Take this hypothetical. Patricia is domiciled in California. She sues two defendants: David, who is domiciled in Texas, and MegaCorp, which is incorporated in Delaware with its principal place of business in California. The amount in controversy is $150,000.

Is there complete diversity?

Walk through it. Patricia is a citizen of California. David is a citizen of Texas. MegaCorp is a citizen of Delaware and California. Patricia (California) and MegaCorp (California) share state citizenship. Complete diversity is destroyed. The federal court lacks diversity jurisdiction.

Flip the facts slightly. MegaCorp is incorporated in Delaware with its nerve center in Texas. Now Patricia is a citizen of California, David is a citizen of Texas, and MegaCorp is a citizen of Delaware and Texas. Patricia shares no state with any defendant. David and MegaCorp both have Texas citizenship, but that’s on the same side of the “v.” Complete diversity looks at plaintiff versus defendant alignment, not whether defendants share citizenship with each other. Diversity is intact.

The Class Action Fairness Act Exception

Here’s the exception you need to have ready. The Class Action Fairness Act (CAFA), codified at 28 U.S.C. §1332(d), relaxes the complete diversity requirement for qualifying class actions. Under CAFA, a federal court can exercise jurisdiction over a class action if (1) the aggregate amount in controversy exceeds $5 million, and (2) there is minimal diversity — meaning at least one plaintiff is a citizen of a different state from at least one defendant.

CAFA is a major exception, and the MBE tests it. If you see a class action question with a large aggregate dollar amount, don’t automatically apply the complete diversity rule. Pause and check whether CAFA applies.

How Supplemental Jurisdiction Interacts With Complete Diversity

This is an advanced wrinkle that appears on harder MBE questions. Under supplemental jurisdiction (28 U.S.C. §1367), a federal court can hear claims that are so related to the main claim that they form part of the same case or controversy — the “same common nucleus of operative fact” standard.

But in diversity cases, supplemental jurisdiction has a hard limit. A federal court cannot use supplemental jurisdiction to hear claims by plaintiffs against parties joined under certain procedural rules — specifically Rules 14, 19, 20, and 24 of the Federal Rules of Civil Procedure — if doing so would destroy complete diversity. The statute is explicit about this. You can’t smuggle a non-diverse party into a diversity case through the back door of supplemental jurisdiction.

The Forum Defendant Rule in Removal Cases

One more piece you need to have sharp. When a case is filed in state court and a defendant wants to remove it to federal court based on diversity, there’s an additional restriction. Even if complete diversity exists and the amount in controversy is satisfied, removal is prohibited if any properly joined defendant is a citizen of the forum state — the state where the lawsuit was filed. This is called the forum defendant rule.

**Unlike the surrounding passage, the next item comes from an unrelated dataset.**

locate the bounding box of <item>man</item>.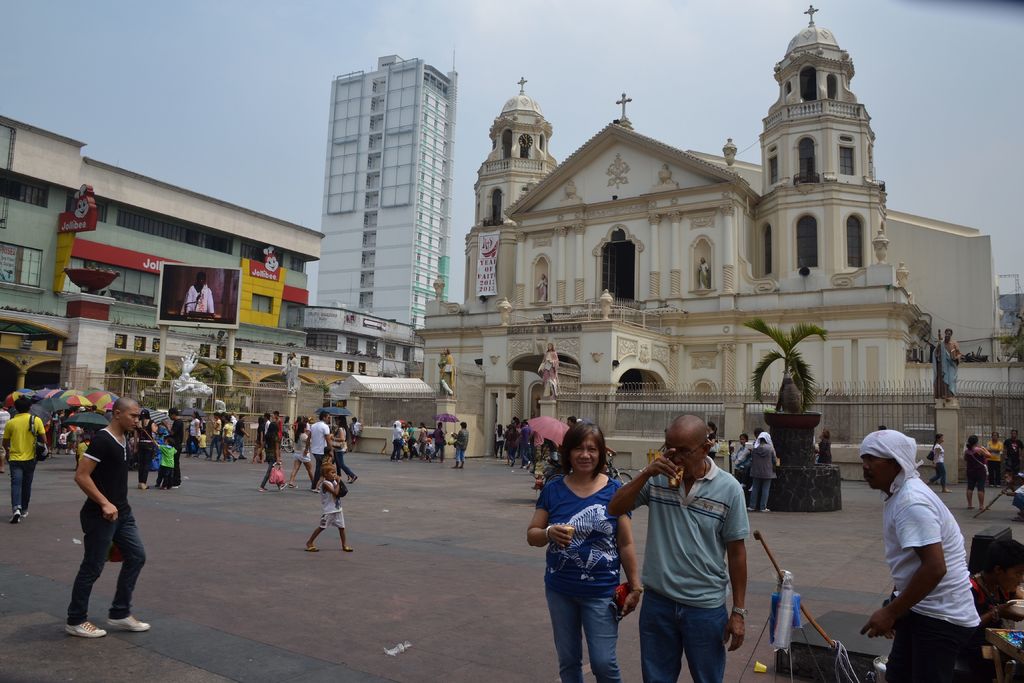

The logic makes sense. Diversity jurisdiction exists to protect out-of-state parties from home-state bias. If you’re already in your home state’s court, you don’t need that protection.

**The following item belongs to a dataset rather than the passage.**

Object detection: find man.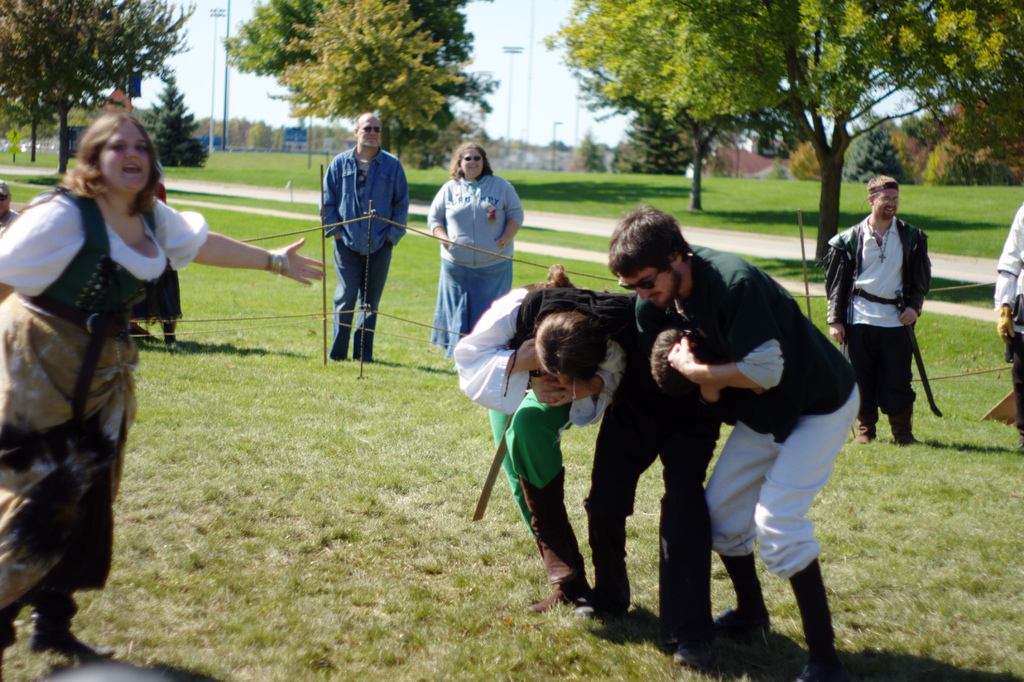
[321,110,412,363].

What to Watch for on MBE Questions

The NCBE has a few favorite moves when it comes to complete diversity questions. Watch for:


FlashTables is a set of professionally formatted two-column PDF rule tables covering all seven MBE subjects — 704 rules total, organized by the official NCBE Subject Matter Outline. The complete diversity rule is laid out side-by-side with the citizenship rules, the CAFA exception, and the supplemental jurisdiction limitation in the Civil Procedure table, so you can see exactly how these rules connect. Whether you’re a 1L or 2L building out your Civil Procedure outline, or a bar taker drilling active recall before the MBE, the tables at getflashtables.com give you the black-letter law in the format that’s easiest to retain and apply.

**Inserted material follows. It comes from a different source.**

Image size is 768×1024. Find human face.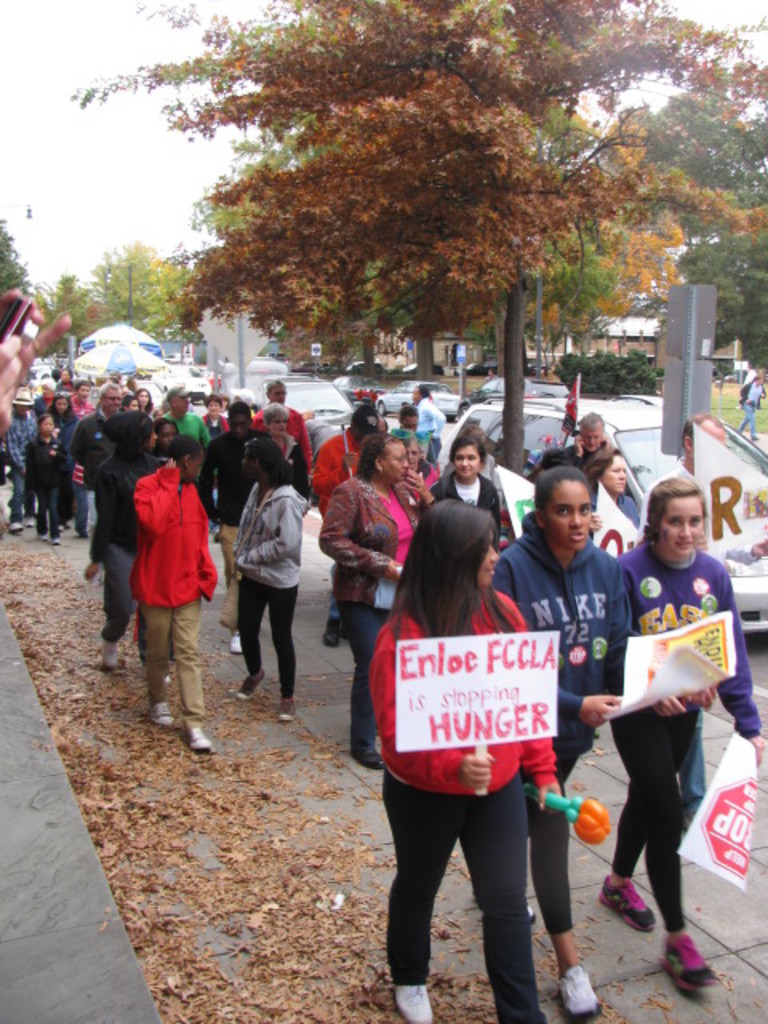
(left=478, top=531, right=504, bottom=587).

Key Takeaways: What to Memorize for the Complete Diversity Rule

Before you move on, make sure these are locked in:

The complete diversity rule is one of those areas where a single misread fact — one overlooked corporate citizenship, one confused domicile — costs you the question. Slow down, map out every party’s citizenship, and check every plaintiff-defendant pairing. That discipline alone will save you points on test day.